Jesse Colin Jackson

Art 251: Special Topics Seminar

Spring 2016

 

The Acjachemen and Tongva homelands we now call Orange County is a place we love to disparage, and yet here we are. This seminar will explore what can we do with, about, and around this conflicted relationship, through the consideration of local architecture, landscape, and political economy, and of artistic production conceived in response.

We will begin by examining, through text and experience, a variety of theoretical positions present in our immediate built environment: the late modern, the postmodern, and the contextual. This will inform our participation in a symposium—the successor to a 1989 event featuring Derrida, Eisenman, Gehry and Lyotard—focused on the legacy of UCI architect and master planner William Pereira.

Migrating outward, we will then consider Orange County’s position within the greater Los Angeles megalopolis through arguments made Banham, Davis, Sorkin, and Soja. We will consider relationships between art, architecture, and place-making more generally through a variety of creative responses, including the hagiographic, the meditative, the critical, and the political.

As much as possible, this seminar will occur in situ. Our contemplation of place will occur in place, during visits to local sites, including:

We will interpret these places with the help of local and visiting informants, including:

In lieu of a final paper, participants in this seminar will, in consultation with the instructor and in collaboration with each other, propose and execute an urban intervention that represents a meaningful response to the seminar experience.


WHAT TO WORK ON: Take from the data every line in which the word "Voter" is found.

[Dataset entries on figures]
_____

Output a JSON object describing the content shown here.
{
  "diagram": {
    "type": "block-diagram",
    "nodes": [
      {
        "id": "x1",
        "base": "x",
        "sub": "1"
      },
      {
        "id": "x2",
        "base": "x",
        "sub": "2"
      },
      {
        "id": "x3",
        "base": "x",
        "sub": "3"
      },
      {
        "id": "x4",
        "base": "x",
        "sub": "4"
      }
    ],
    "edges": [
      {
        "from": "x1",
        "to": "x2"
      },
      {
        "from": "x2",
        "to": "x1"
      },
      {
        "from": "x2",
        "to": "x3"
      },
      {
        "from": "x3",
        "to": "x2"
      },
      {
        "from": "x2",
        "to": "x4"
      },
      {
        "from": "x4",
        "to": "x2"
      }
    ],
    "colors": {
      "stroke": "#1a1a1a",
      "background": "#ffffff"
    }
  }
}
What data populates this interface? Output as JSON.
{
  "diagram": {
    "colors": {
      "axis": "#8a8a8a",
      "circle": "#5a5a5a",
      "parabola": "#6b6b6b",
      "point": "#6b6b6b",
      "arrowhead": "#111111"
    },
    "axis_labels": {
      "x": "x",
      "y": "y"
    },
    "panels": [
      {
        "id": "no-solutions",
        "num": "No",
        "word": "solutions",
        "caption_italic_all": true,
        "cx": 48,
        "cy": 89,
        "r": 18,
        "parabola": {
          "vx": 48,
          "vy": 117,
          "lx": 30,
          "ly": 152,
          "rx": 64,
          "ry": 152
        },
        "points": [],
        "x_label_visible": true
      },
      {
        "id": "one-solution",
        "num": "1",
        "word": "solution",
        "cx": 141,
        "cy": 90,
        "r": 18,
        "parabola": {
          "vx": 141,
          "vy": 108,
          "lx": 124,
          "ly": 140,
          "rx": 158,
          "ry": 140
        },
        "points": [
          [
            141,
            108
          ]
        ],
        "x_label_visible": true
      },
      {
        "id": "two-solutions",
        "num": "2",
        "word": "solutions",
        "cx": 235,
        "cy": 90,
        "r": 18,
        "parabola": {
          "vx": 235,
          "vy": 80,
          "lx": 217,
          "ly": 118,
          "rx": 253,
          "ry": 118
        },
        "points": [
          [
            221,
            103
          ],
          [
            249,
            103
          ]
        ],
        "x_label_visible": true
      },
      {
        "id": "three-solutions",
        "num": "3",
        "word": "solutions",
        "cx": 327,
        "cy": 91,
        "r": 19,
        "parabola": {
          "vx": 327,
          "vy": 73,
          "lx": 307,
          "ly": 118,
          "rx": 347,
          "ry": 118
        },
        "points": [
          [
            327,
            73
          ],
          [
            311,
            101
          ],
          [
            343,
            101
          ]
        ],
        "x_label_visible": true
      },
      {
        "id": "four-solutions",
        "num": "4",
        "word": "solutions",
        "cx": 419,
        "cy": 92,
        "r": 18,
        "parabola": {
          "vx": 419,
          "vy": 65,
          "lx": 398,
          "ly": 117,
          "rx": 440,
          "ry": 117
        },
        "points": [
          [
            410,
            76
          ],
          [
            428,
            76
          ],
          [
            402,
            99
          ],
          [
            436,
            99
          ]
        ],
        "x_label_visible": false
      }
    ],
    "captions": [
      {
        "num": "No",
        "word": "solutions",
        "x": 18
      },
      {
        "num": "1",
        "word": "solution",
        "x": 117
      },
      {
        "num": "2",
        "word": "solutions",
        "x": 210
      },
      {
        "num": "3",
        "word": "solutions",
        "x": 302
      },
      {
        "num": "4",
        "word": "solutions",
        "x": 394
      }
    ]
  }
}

_____

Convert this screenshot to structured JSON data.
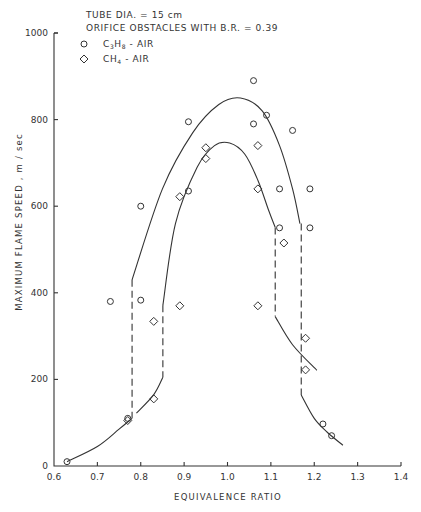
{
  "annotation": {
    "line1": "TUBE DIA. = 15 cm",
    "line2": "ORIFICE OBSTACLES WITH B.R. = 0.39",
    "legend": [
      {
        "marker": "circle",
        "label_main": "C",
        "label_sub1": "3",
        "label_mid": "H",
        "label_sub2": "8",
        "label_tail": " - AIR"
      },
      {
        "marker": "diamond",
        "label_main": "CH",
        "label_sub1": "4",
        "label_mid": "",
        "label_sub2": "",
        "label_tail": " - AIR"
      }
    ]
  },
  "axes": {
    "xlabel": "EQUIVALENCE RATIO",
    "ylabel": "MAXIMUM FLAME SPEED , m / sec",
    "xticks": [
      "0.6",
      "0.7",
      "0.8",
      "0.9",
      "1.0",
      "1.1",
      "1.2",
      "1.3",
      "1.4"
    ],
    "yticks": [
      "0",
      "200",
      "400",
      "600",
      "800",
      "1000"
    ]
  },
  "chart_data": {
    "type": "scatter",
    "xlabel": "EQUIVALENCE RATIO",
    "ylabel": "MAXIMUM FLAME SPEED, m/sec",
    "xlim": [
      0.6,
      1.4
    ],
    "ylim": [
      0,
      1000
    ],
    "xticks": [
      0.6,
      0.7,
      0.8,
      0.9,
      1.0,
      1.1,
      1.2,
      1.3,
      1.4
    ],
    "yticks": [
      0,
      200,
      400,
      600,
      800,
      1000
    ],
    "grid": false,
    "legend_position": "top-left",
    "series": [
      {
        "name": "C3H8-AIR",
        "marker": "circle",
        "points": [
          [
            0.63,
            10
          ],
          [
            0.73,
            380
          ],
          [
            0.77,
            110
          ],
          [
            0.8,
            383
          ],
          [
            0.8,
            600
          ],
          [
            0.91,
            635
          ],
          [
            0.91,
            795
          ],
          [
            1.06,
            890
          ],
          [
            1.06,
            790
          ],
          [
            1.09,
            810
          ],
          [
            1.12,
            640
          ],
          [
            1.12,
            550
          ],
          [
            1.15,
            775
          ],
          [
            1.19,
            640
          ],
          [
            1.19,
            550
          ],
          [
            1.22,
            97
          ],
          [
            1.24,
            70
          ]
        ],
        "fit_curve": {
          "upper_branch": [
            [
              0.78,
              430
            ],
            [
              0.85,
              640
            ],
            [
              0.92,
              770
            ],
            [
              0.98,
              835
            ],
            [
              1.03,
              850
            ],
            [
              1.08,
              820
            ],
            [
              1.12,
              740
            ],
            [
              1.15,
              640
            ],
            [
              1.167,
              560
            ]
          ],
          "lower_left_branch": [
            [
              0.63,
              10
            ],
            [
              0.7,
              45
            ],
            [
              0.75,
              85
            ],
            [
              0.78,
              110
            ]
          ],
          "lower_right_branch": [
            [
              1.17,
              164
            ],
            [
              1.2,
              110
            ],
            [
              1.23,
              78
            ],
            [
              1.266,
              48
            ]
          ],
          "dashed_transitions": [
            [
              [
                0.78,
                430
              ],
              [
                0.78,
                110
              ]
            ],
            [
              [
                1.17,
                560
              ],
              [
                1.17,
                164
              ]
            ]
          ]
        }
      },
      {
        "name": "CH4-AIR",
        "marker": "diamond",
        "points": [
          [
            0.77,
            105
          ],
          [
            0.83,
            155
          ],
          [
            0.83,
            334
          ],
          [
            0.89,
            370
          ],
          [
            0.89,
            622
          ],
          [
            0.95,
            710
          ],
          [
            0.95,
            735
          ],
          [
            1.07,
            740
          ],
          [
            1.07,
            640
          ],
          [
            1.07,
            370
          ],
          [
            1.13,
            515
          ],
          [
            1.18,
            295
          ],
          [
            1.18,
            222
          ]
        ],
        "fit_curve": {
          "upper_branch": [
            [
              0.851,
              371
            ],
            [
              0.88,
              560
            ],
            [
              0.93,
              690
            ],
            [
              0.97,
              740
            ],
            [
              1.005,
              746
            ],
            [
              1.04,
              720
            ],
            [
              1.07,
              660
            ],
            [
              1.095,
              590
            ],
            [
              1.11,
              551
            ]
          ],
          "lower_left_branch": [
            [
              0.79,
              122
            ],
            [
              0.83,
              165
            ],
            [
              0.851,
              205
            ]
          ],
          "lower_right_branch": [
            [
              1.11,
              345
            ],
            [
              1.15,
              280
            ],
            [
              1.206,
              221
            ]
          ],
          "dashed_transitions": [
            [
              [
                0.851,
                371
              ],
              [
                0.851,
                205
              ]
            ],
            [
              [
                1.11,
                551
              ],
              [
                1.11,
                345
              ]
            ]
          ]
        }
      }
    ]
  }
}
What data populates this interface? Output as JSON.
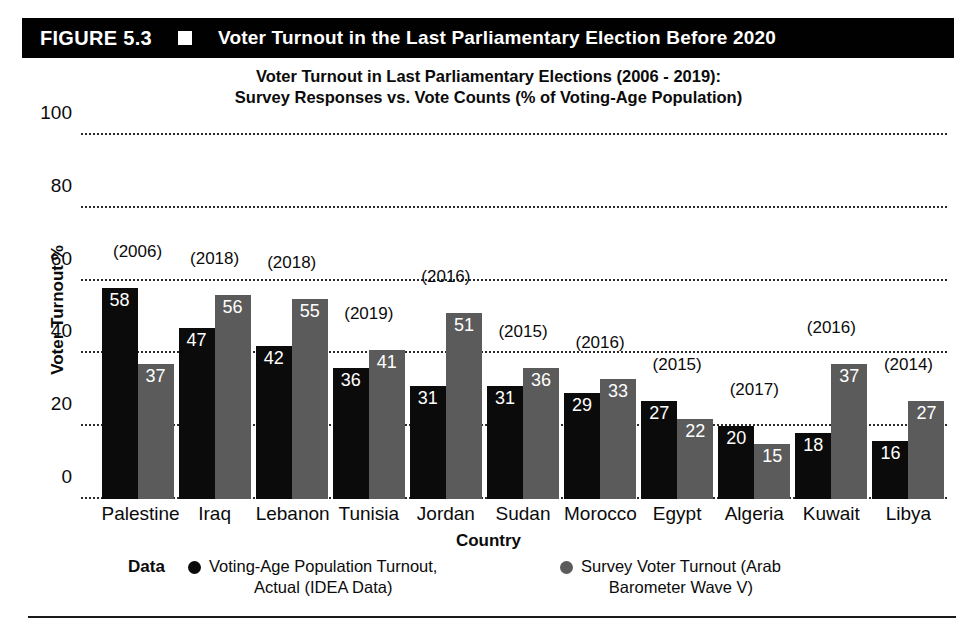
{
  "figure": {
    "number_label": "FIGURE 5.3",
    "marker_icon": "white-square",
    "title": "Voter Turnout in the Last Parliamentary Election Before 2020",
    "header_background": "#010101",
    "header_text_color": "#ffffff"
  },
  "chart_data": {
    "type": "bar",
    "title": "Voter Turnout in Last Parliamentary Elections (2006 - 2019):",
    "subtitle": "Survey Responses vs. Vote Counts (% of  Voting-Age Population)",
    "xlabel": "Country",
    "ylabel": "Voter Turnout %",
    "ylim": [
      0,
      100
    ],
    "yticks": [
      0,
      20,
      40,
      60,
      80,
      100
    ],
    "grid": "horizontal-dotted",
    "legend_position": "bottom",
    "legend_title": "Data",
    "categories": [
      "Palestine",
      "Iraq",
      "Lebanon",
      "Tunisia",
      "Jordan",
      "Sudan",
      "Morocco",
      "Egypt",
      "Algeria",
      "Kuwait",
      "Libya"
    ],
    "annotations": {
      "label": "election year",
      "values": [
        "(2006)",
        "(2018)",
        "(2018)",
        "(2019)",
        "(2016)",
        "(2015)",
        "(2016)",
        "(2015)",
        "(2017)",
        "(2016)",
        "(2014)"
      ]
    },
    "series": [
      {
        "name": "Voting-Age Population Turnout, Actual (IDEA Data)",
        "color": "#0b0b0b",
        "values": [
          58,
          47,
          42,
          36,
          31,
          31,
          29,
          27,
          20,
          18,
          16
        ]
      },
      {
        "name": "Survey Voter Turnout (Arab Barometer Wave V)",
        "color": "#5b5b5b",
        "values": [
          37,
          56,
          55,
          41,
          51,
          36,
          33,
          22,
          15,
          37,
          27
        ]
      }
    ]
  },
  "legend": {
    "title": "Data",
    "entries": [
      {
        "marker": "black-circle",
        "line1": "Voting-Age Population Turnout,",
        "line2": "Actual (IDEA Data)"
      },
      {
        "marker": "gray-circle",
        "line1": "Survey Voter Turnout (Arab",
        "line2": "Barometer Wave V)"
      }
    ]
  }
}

_____

ANSWER SECTION:
    "title": "Voter Turnout in the Last Parliamentary Election Before 2020",
    "title": "Voter Turnout in Last Parliamentary Elections (2006 - 2019):",
    "ylabel": "Voter Turnout %",
        "name": "Survey Voter Turnout (Arab Barometer Wave V)",
        "line1": "Survey Voter Turnout (Arab",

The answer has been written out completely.